I can cleanly define the REST endpoints in the api.service.js file, and create the connected functions in the appropriate service files. For example aliases: { 'GET sensors': 'sensors.list' }
points to the list()
action/function in sensors.service.js
. It all works great using some dummy data in an array.
The next step is to get the service(s) to open up a socket and talk to a local program listening on an internal set address/port. The idea is to accept a REST call from the web, talk to a local program over a socket to get some data, then format and return the data back via REST to the client.
BUT When I want to use sockets with moleculer, I'm having trouble finding useful info and examples on integrating moleculer-io with a moleculer-runner-based setup. All the examples I find use the ServiceBroker model. I thought my Google-Fu was pretty good, but I'm at a loss as to where to look to next. Or, can i modify the ServiceBroker examples to work with moleculer-runner? Any insight or input is welcome.
If you want the following chain:
localhost:3000/sensor/list -> sensor.list() -> send message to local program:8071 -> get response -> send response as return message to the REST caller.
Then you need to add a socket io client to your sensor
service (which has the list()
action). Adding a client will allow it to communicate with "outside world" via sockets.
Check the image below. I think it has everything that you need.

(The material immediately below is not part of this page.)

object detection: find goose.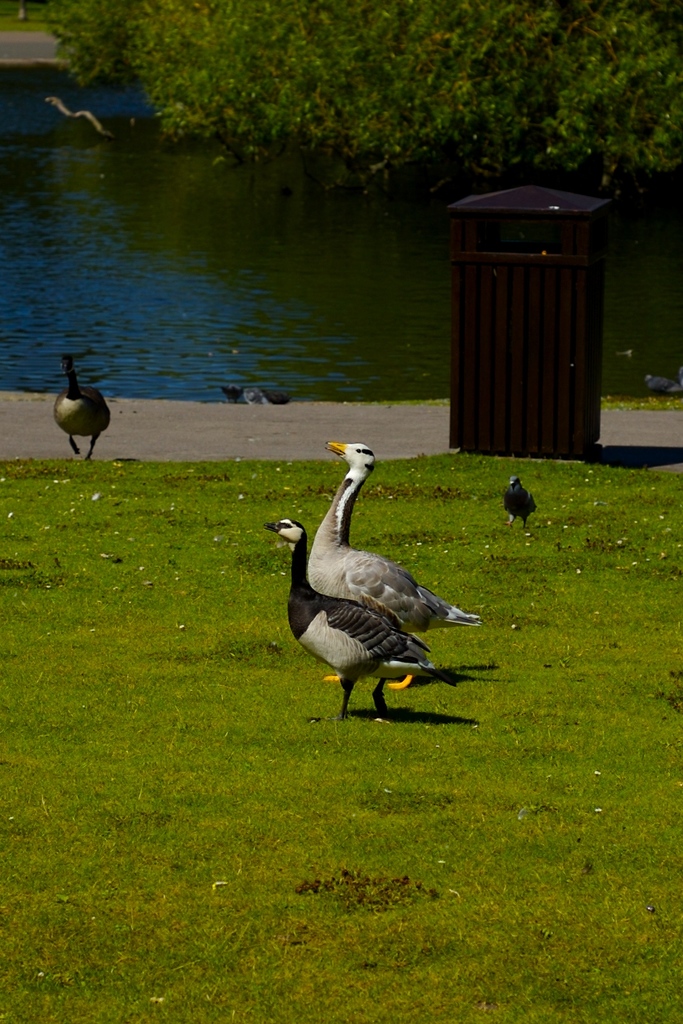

As a skeleton I've used moleculer-demo
project.
What I have:
API service api.service.js
. That handles the HTTP requests and passes them to the sensor.service.js
The sensor.service.js
will be responsible for communicating with remote socket.io server so it needs to have a socket.io client. Now, when the sensor.service.js
service has started()
I'm establishing a connection with a remote server located at port 8071. After this I can use this connection in my service actions to communicate with socket.io server. This is exactly what I'm doing in sensor.list
action.
I've also created remote-server.service.js
to mock your socket.io server
. Despite being a moleculer service, the sensor.service.js
communicates with it via socket.io protocol.